■ TASK DESCRIPTION ■
Give back, unaltered, the lines from the one with "reading: 40 km/h" to the end of the material, omitting pictures.

■ AVAILABLE RECORDS ■
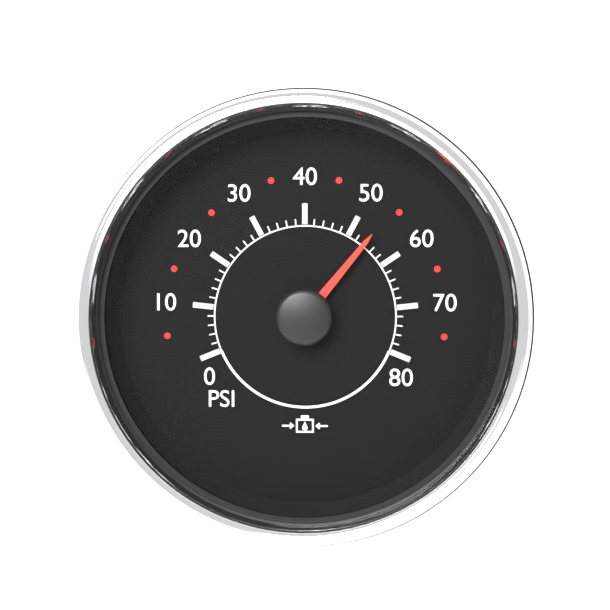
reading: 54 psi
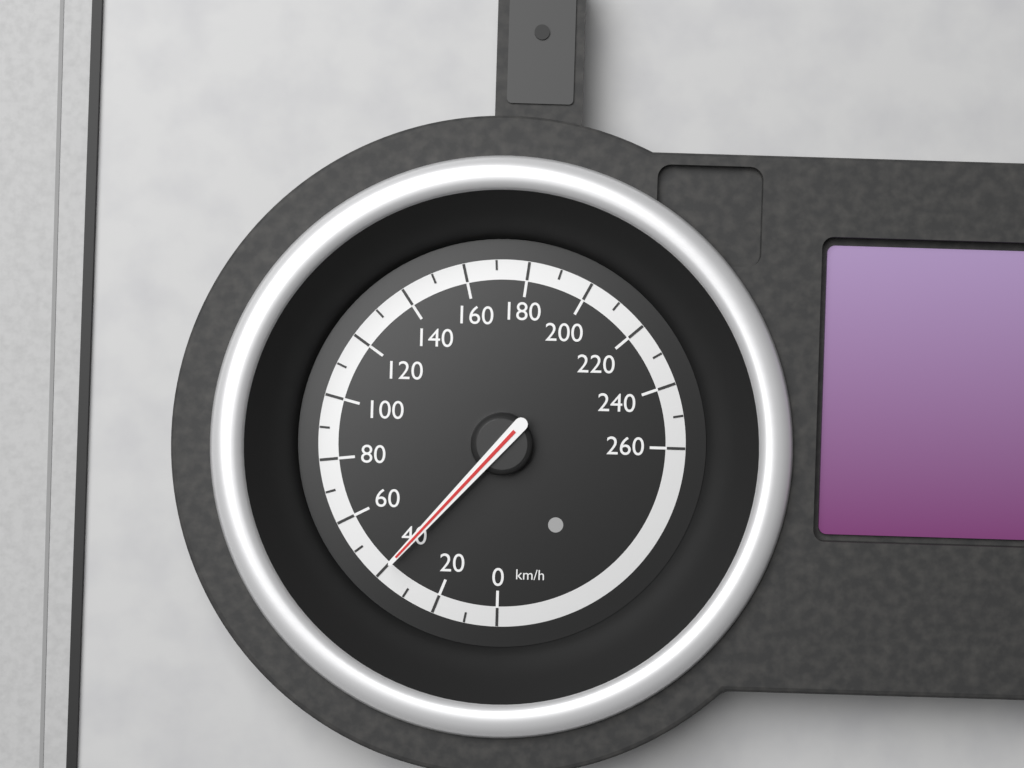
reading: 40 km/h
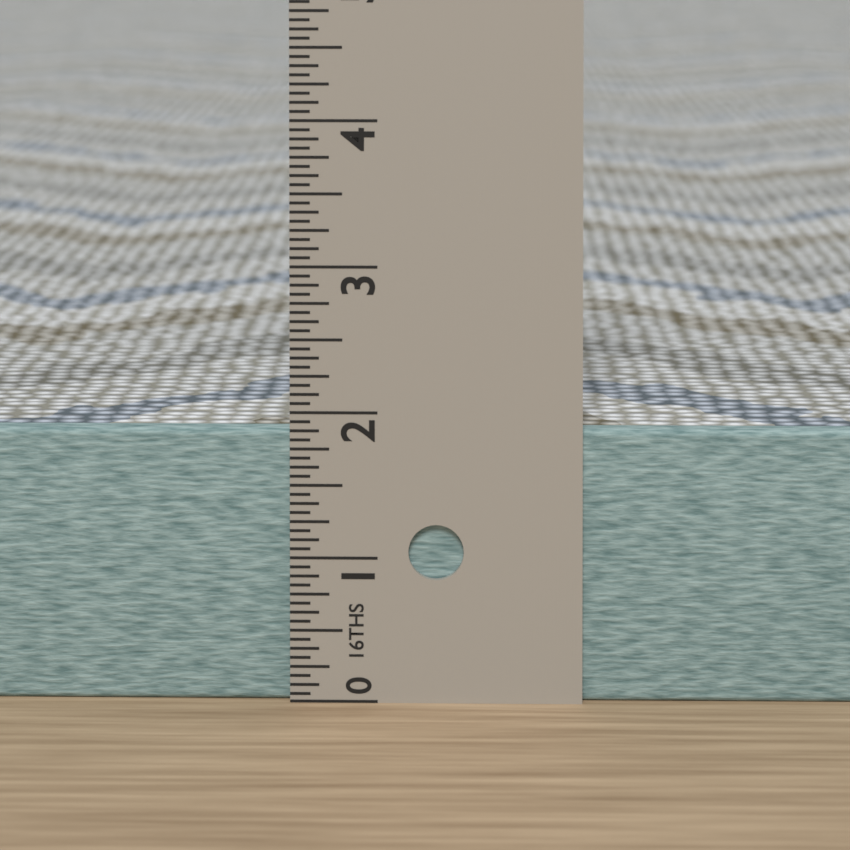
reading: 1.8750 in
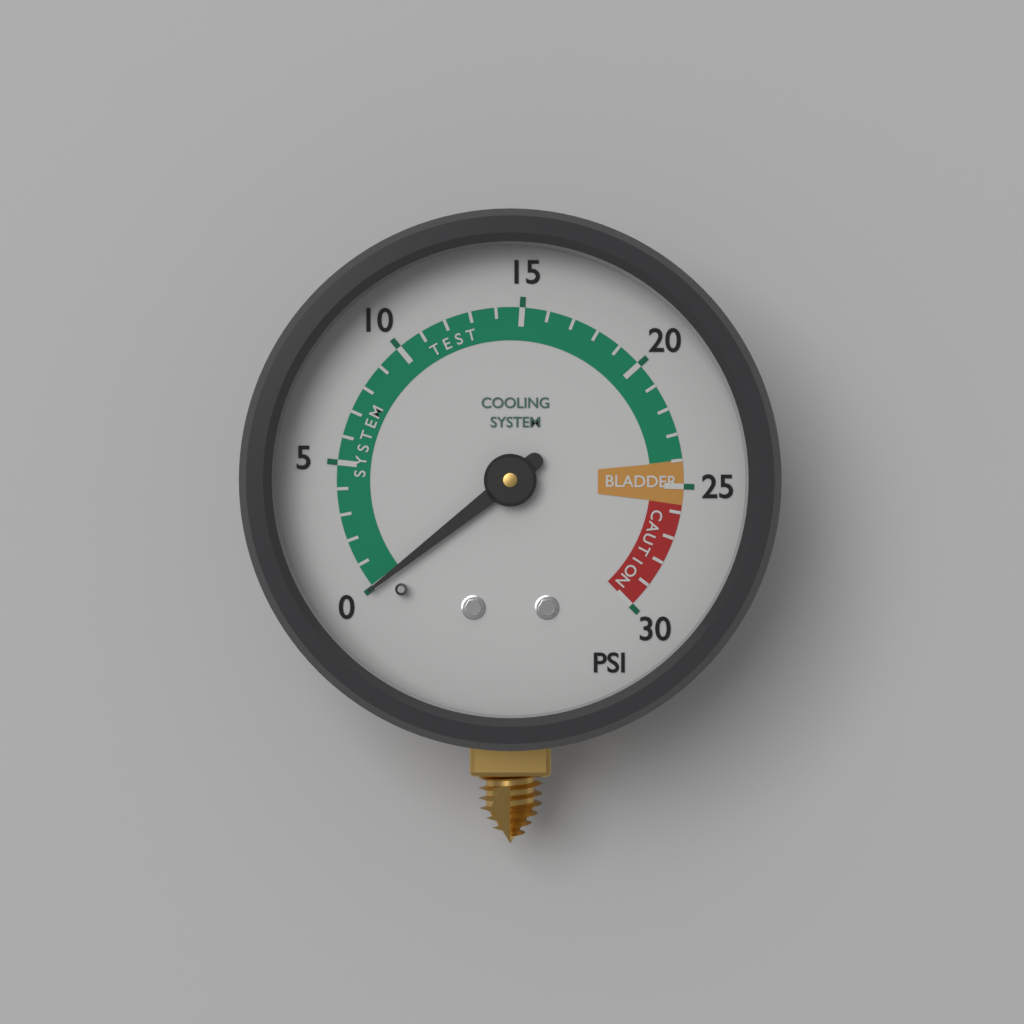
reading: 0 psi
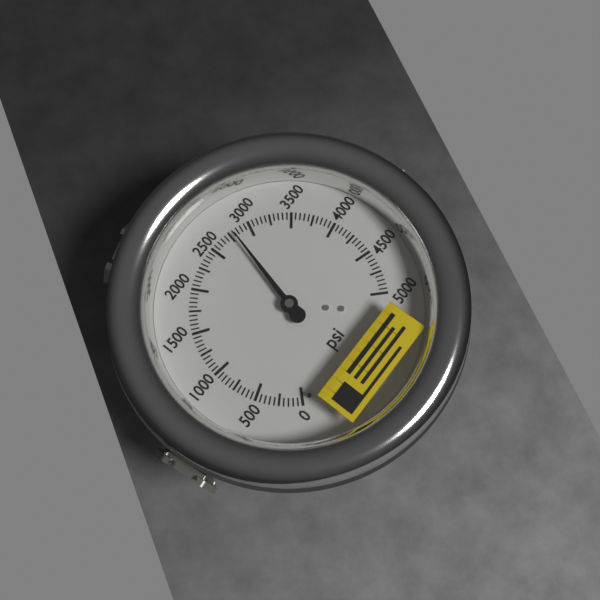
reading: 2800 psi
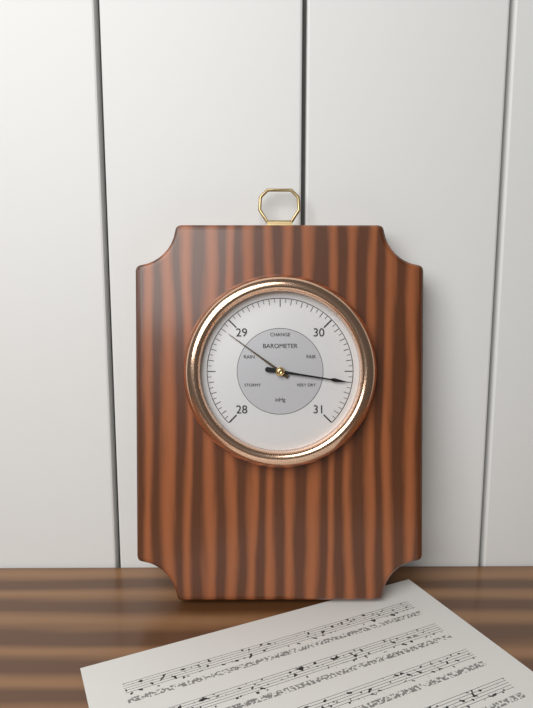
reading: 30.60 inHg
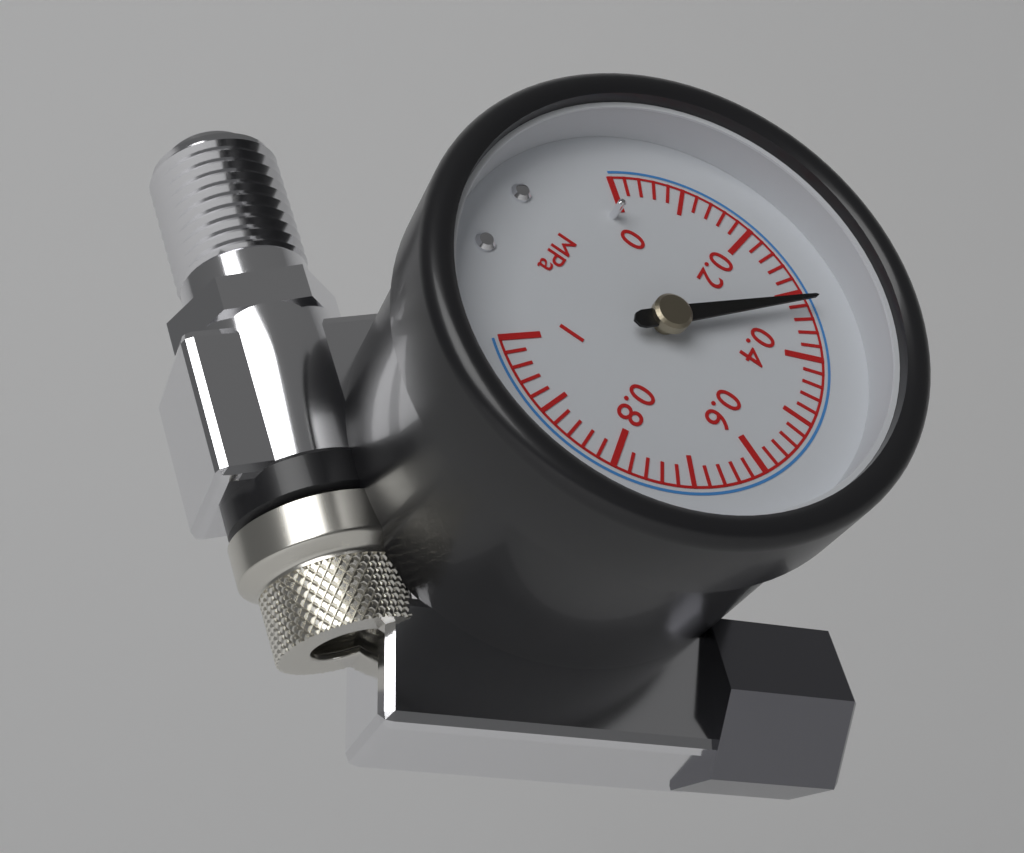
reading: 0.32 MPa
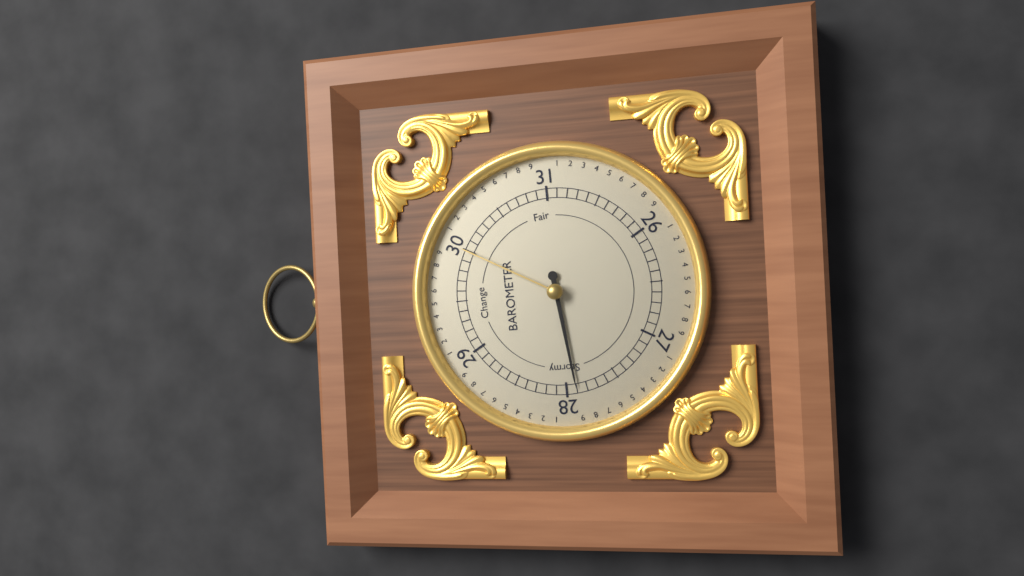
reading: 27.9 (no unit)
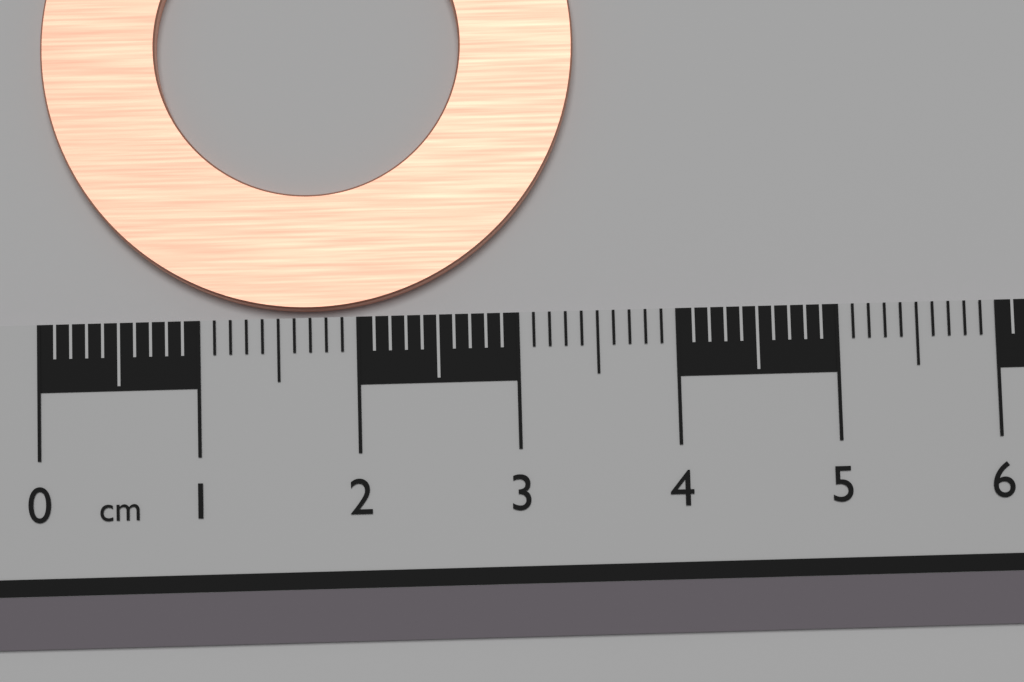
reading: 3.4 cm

■ SOLUTION TO THIS PROBLEM ■
reading: 40 km/h
reading: 1.8750 in
reading: 0 psi
reading: 2800 psi
reading: 30.60 inHg
reading: 0.32 MPa
reading: 27.9 (no unit)
reading: 3.4 cm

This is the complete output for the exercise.